MEV Protection with the Oasis Network
Most dApps are built on blockchains that reveal all user data (e.g. wallet addresses, wallet balances, wallet transfer histories), and this information can be used by others for profit at the expense of an unsuspecting user. So, researchers and engineers at Oasis are thinking about and building for a safer DeFi environment, protecting users from MEV.
Web3 applications built with Oasis technology can provide MEV protection by default, saving their users from hacks, exploits, and value extraction strategies of various types. This protection applies to lending, staking, swapping, and more.
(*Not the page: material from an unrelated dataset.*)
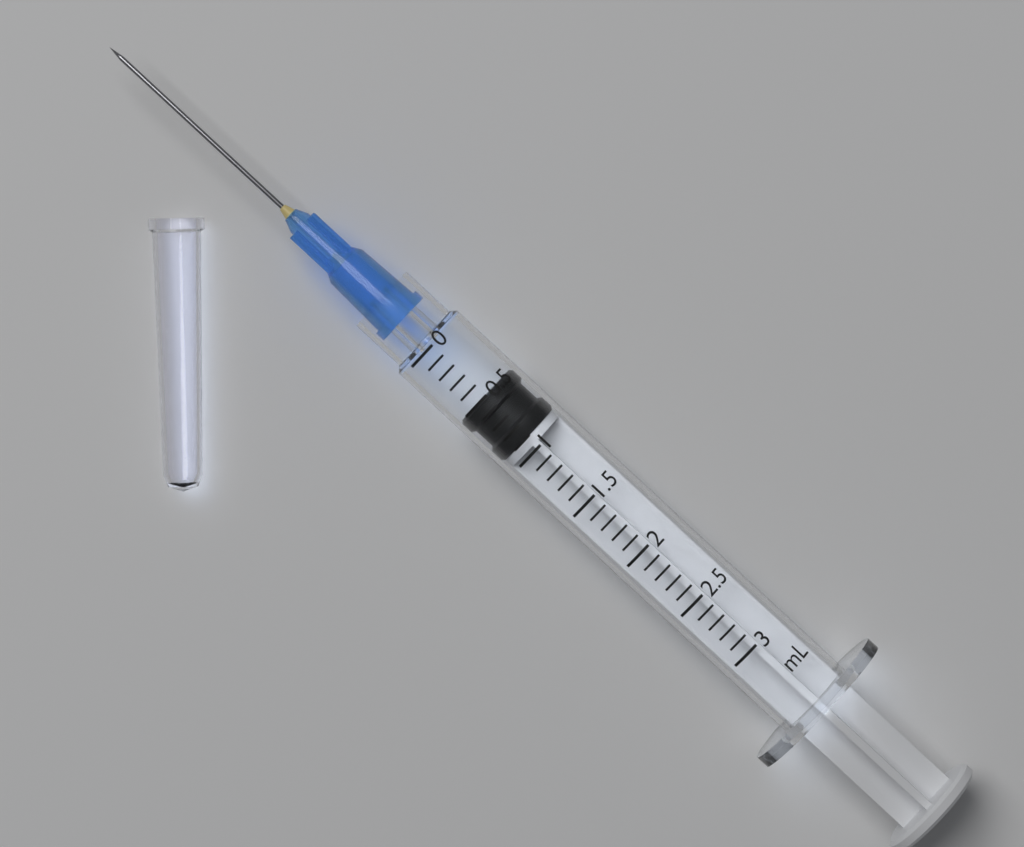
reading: 0.5 mL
From a user-facing product perspective, more robust and thoughtful dApps designs can minimize the adverse aspects of MEV for Web3 natives and “normies.” For example, integrating confidential tools like the Oasis Privacy Layer (OPL) – a framework for EVM chains to access the benefits of Oasis Sapphire – allows messages and assets to be privately communicated and passed between users and the application they interact with.
Searchers and attackers hide in public mempools waiting to extract value, so a hidden mempool can also reduce their effects. The focus of a confidential mempool that leverages technologies built by Oasis can run in Trusted Execution Environments (TEEs), making them resistant to front-running and other attacks. This element is not applicable to all blockchains given their open configuration, but it can be applied to Oasis Sapphire and interacted with from cross-chain dApps through the OPL framework.
The solution to MEV from a user’s perspective is for the onchain, public environment to primarily be used for verification. But the bulk of the computation is executed in a separate, confidential and MEV-resistant environment, which would eliminate the bulk of MEV exploitations. Environments that feature programmable confidentiality like Sapphire provide this capability.
Learn More About MEV Protection
Average users who explore Web3 should not have to care about MEV bots, inputs, and other onchain mechanics, which is why communities like Oasis are providing solutions for dApp developers to use web3 account abstraction as the solutions to this problem. But as Web3 is today, self-education about MEV is never a bad thing.
Here are a few basic resources for continued reading on this topic.
Join the official Oasis Discord to chat with other users and the Oasis team about MEV!